IPFS Dave Hodges

More About: Political Theory

The Loss of the American Constitution: Constitutional Law vs. Communitarian Law (Part One)

Our Constitution is under a series of incremental attacks much like the proverbial frog in the boiling pot. As the temperature of the pot incrementally increases, the frog does not realize that it is in mortal danger, until it is too late.

My growing fear is that the American people will not realize that wholesale factions of the United States Constitution are gone, along with the majority of their freedoms, until it is too late to reverse our course on this very slippery slope.

The erosion of these liberties is not the result of a series of random, unconstitutional acts by power-hungry Neocons. Instead, the new and emerging system of American justice is bringing forth a sweeping set of reforms which is quickly ending our 217 year experiment with inalienable, individual liberties. This new system of justice is called Communitarian law and is the antithesis of Constitutional law as it champions community interests at the expense of individual liberties. If recent actions on the part of the United States government (e.g., the Military Commission Act of 2006) have left you bewildered, you are not alone. However, these actions are completely understandable if they are viewed under the lenses of Communitarian law vs. Constitutional law.

As Americans, we have come to expect that our individual liberties are granted by God, not by man or by government. We also believe, as Thomas Jefferson wrote, that these rights are inalienable and may not be taken away by government. The United States Constitution prevents not only the implementation of tyrannical practices against it citizens, it also prohibits the will of the majority from abusing the civil liberties of the minority.

Sadly, the United States Constitution is on life support and the patient is nearing the end.

The recent passage of both Patriot Acts, the United States Supreme Court case of Kelo v. The City of New London, CT. (2005) and The Military Commissions Act of 2006 have effectively neutralized every one of our Bill of Rights, except for the 3rd Amendment related to the quartering of troops. Some Americans are decrying these acts as unconstitutional. These Americans are correct. However, all of these acts are legal under the Communitarian system of justice because the intent is based on what is in the common good and not on what is constitutionally legal.

Briefly, the Kelo case allows for city governments to seize private properties and give it to private interests if in doing so, the seizure results in more revenue for the municipality. Both Patriot Acts destroyed the 4th Amendment and its protections against unreasonable searches and seizures as every form of communication and banking transaction, in this country, is subject to search without a warrant or notification that the search has taken place. The justification for these acts lies in the rationale that it is in the community interest to protect the public by uncovering terrorist plans before they can be implemented. The Military Commissions Act of 2006 allows for Americans to be declared illegal enemy combatants, and in doing so, American citizens could be held indefinitely without being charged with a crime. The same act permits the use of torture of American citizens and denies the ability to American citizens from confronting their accusers. Every justification for each of these acts was cast in the form of what was good for the safety and well-being (i.e., common good) of the American public.

Community, or Communitarian (i.e., communist) interests must be served and constitutionally protected liberties be damned! In the short-term, these acts may provide some measure of protection against terrorism. In the long-term, these acts lay the framework for the establishment of a police state so long as it is in the best interest of the community as determined by a set of unelected and, heretofore, unknown persons who reside within the shadowy confines of the various trade agreements that the United States has quietly joined.

Like the frog in the boiling pot, Americans are unaware of the fate that has befallen the only document which protects its citizens from tyrannical government. In considering the totality of the abovementioned legal actions, all three branches are participants in this abrogation of the Constitution. I believe that most individuals who have had a legal hand in these precedent-setting decisions are well-meaning public servants who are reacting to a series of situational threats (e.g., the threat of terrorism, the growing need to increase local tax bases). However, as the Bible tells us, "the road to hell is paved with good intentions". Also, Ben Franklin admonished Americans who would trade liberty for security as deserving neither. As later parts of this series will clearly demonstrate, there is a not-so-innocent intelligence behind this dramatic and incremental shift in legal practice which is deliberately and purposely undermining individual liberties within the United States.

Part two examines the legal precedent for Communitarian law and by the fact that the United States is a signatory of the communitarian-based Central American Free Trade Agreement, America has agreed to this new set of Communitarian principles.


*Your assignment*: Which lines of the records below contain the word "emcd"? Show each one.
*** Provided records ***
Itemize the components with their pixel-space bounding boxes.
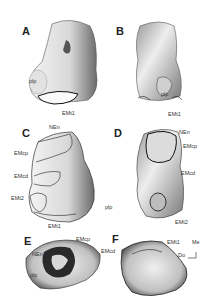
annotation-emcd: EMcd [14,174,28,180]
annotation-nen: NEn [32,252,43,258]
annotation-emt1: EMt1 [48,224,61,230]
panel-label-a: A [22,26,30,37]
annotation-nen: NEn [49,125,60,131]
annotation-emcp: EMcp [14,151,28,157]
orientation-dorsal: Do [178,253,185,259]
annotation-emcp: EMcp [183,144,197,150]
annotation-plp: plp [29,79,36,85]
bone-view-e [26,240,100,289]
annotation-emt1: EMt1 [168,112,181,118]
annotation-plp: plp [161,92,168,98]
panel-label-e: E [24,236,31,247]
bone-view-c [29,132,94,222]
annotation-plp: plp [105,205,112,211]
panel-label-f: F [112,234,119,245]
annotation-emt1: EMt1 [167,240,180,246]
bone-view-f [121,241,196,296]
annotation-emt2: EMt2 [175,220,188,226]
panel-label-d: D [114,128,122,139]
orientation-medial: Me [192,240,200,246]
bone-illustrations [0,0,210,306]
annotation-plp: plp [30,273,37,279]
bone-view-b [136,22,182,101]
panel-label-c: C [22,128,30,139]
annotation-emcd: EMcd [101,249,115,255]
panel-label-b: B [116,26,124,37]
annotation-emcp: EMcp [76,237,90,243]
annotation-emt2: EMt2 [11,196,24,202]
bone-view-a [29,20,97,104]
annotation-emcd: EMcd [181,171,195,177]
annotation-emt1: EMt1 [62,111,75,117]
annotation-nen: NEn [179,130,190,136]
bone-view-d [137,129,184,218]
*** End of Provided records ***
*Solution*:
annotation-emcd: EMcd [14,174,28,180]
annotation-emcd: EMcd [101,249,115,255]
annotation-emcd: EMcd [181,171,195,177]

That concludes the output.